Subsamples were restricted to the age range of 18–49 years and defined as distinctively as possible; however, there are some uncertainties about group assignment. For persons assigned to the non-parent group, we do not know whether they have children who do not live in their household or whether they are (still) childless. This might be relevant as studies indicate that empty-nest parents report more well-being than parents whose children still live in the household [4]. However, since this would rather reduce the potential differences between parents and non-parents, we found that acceptable for an investigation of relations between current parental status and mental health.

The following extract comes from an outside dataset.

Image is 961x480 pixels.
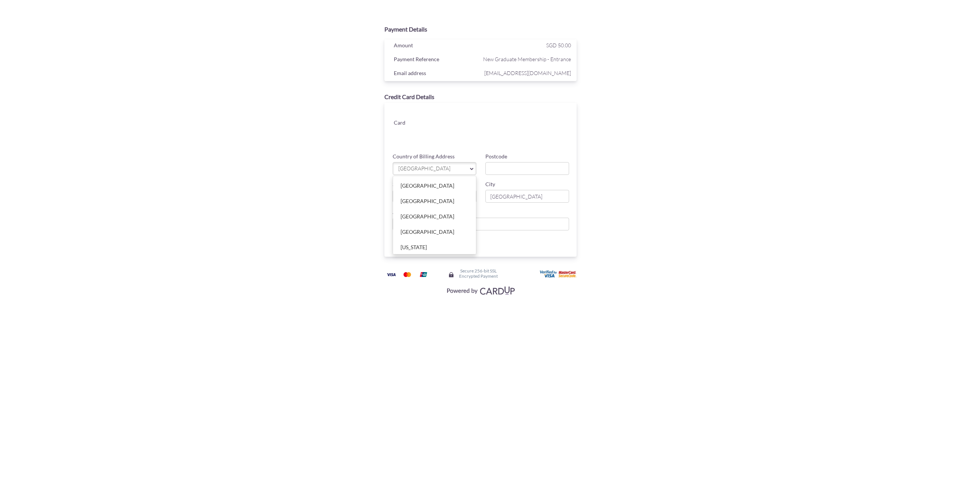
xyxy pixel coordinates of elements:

Despite these limitations, our findings can be regarded as being representative for the German population, and they contribute to the exploration of mental health correlates. However, some questions remain. According to findings that involuntary childlessness is associated with depression as well as psychosomatic disorders [39], it should be differentiated between intended and unintended childlessness. Research on parenthood should also ask for unintended pregnancies as a potential source of mental health problems [40]. According to role hypotheses, diversification of roles positively affects mental health whenever desired. Unwanted roles, on the other hand, might implicate impairment. In this regard, unwanted separation from children (e.g. by divorce) and its effects on mental health have not been sufficiently explored yet. There are some studies demonstrating negative effects of separation on children’s well-being [e.g. 41], including suicidal ideation [42], but effects of separation on the mental health of parents also need further clarification.

Conclusion

Parental status is associated with lower rates of any mental disorder in general, and depressive and substance use disorders, in particular. This association is clearly stronger in men. The absence of partnership is linked to an increase of psychiatric morbidity in single parents but not in single non-parents. Future studies should address unsolved issues such as actual direction of these associations (selection or causation hypothesis) and the influence of antecedents of parenthood (intended vs. unintended parenthood, relationship history).